If you're jonesing for an extraterrestrial, you should check out The Close Encounters Man by Mark O'Connell. O'Connell, a writer for Star Trek: Deep Space Nine and founder of the UFO blog High Strangeness, set out to write 'a UFO book people wouldn't need to hide from other people.' He found his ideal subject in J. Allen Hynek, the astronomer hired by the United States Air Force in 1948... In telling the life story of Hynek, the 'astro-beatnik,' O'Connell winds up with a stunning panorama of the UFO movement — from fringe conspiracy theorists to amateur astronomers to agnostic scientists — as well as its colossal impact on pop culture and modern science.
A new biography reveals how Hynek’s life and legend exemplify a lost era. UFO sightings still make the news, but Hynek was something different: a public intellectual who told us to watch the skies ... In The Close Encounters Man, Mark O’Connell notes that Spielberg’s friend suggested the title to the director after reading Hynek’s book The UFO Experience ... His [Hynek's] contributions were brief, but as McConnell demonstrates, cultural history is often the result of unlikely coincidence ... Hynek is a deserving subject, but O’Connell’s book also is notable as a methodical history of the UFO phenomena in America—a story so often overshadowed by the Roswell incident ... McConnell’s a great storyteller, and that’s what needed in a history of American ufology: someone to connect the dots into a narrative.

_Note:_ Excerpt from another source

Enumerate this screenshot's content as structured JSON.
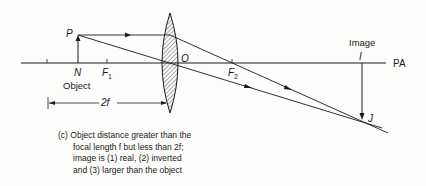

In The Close Encounters Man: How One Man Made the World Believe in UFOs, screenwriter Mark O’Connell recounts the gradual evolution of J. Allen Hynek, an Air Force astronomer, from UFO debunker to believer ... Methodical and undogmatic, Hynek could not have been further from the kooky, paranoid stereotype of a UFO enthusiast. He seemed to be exactly the man who could be counted on to dismiss the phenomenon. Instead, he became its biggest advocate ... It’s clear that O’Connell, who maintains a UFO blog of his own, wants readers to come away from his book agreeing with Hynek.
Close Encounters Man: How One Man Made the World Believe in UFOs, a new book by Mark O'Connell, serves as a biography for both the modern UFO phenomenon and for Hynek, an astronomer and professor at Northwestern University who died over 30 years ago, but whose ideas make him one of the most surprising scientific figures of the 20th century ...reveals an academic committed to rigorous, methodical study, but whose deep intellectual curiosity also harbored a mystical side... O'Connell, a screenwriter and UFO history expert who writes the blog High Strangeness, has already had some of Hynek's legacy rub off on his own reputation, which he takes as a sign that he is following in Hynek's footsteps as an unbiased, open-minded researcher, rather than writing for one camp or another ...O'Connell wants to reposition the conversation about UFOs, as well as an agreement to adhere to the scientific method itself.
J. Allen Hynek is a name that has been both cursed and celebrated in UFO investigation circles. As an astronomer recruited by the government to debunk and explain away UFO sightings, he was the enemy to many believers ... The Close Encounters Man chronicles the life of Hynek and his incredible influence both on the UFO community and on how popular culture views unexplained phenomena, government intervention, and other subjects that feel ripped right from an episode of The X-Files ... Seeing Hynek get his due in proper biographical fashion is a treat. Unfortunately, the man himself is sometimes lost in the author’s explorations of the stories around him ...it sometimes feels like Hynek is pushed to the background in order to tell the story of the UFO community’s emergence.
Hynek, whose many contributions to science extend well beyond the scope of UFOs, has, according to biographer Mark O’Connell, been unfairly relegated to the fringe, lumped alongside swaths of pseudo-scientists whose UFO claims lacked scientific backing. Upon wading through Hynek’s files in the Center for UFO Studies (CUFOS), O’Connell made it his mission to clarify the many misperceptions pertaining to the pioneering researcher ... O’Connell’s writing style and extensive research confirm he’s up for the task, and by book’s end, readers are treated to a complex retelling not only of a single man, but of the larger UFO phenomenon ...focuses more on the terrestrial, human story rather than veering toward the speculative, extraterrestrial tale ... In the end, readers are left with a book that smartly refuses to simplify anything. The mystery of UFOs persists, as does the mystery of J. Allen Hynek.